At least if you act like a dick on Facebook, everyone will know about it the next day.
I strongly agree with what you're saying, any many people are finding their facebook stupidity biting them in the ass later in life when they go for a job interview and after the interview their (potential) future boss looks them up on Facebook and sees all the stupid **** they've done (hint: "Just got trashed last night and threw up in my neighbours pool" is not a good thing for a prospective boss to see on your wall).

Facebook apps are come and go, as someone who's had a hand in making a couple, they can be fun and engaging if done correctly, I tend to stay away from the quizzes, and the more or less junky apps that random people put together to try and gain supporters and/or money, but of the two apps I've made, both were for competitions, one for the major insurance company in Australia that utilised Facebook connect (essentially you build your website and allow Facebook login and to pull in data stored on Facebook), the gimmick was that you log in with FB, fill out a competition form, and the "app" in the background pulls out 70 odd friend profiles of yours and skins them onto a model of a car and you can post the car image to your wall and be like "HEY! see if your faces are on my car!" The competition being that you could win the car.
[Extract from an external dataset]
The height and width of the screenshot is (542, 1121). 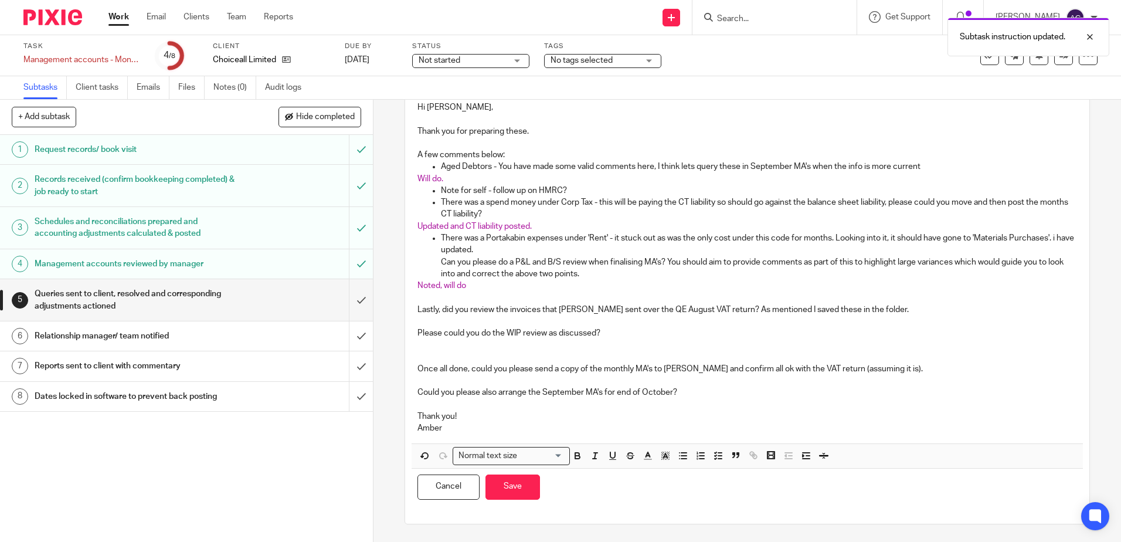 What do you see at coordinates (272, 46) in the screenshot?
I see `label: Client` at bounding box center [272, 46].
Yes, it's gimmicky and yes it's clearly an attempt to get people to sign up for contact by the company later (I work in advertising...sue me) but it's cute and it's fun and ends up being a pretty cool thing in the end.

The other app I made was a little less exciting, was a flash game loosely based on the Price is Right gameshow that stored peoples data and high scores and winners were selected on a weekly basis, had the whole challenge your friends thing to get more people involved, was kinda cool.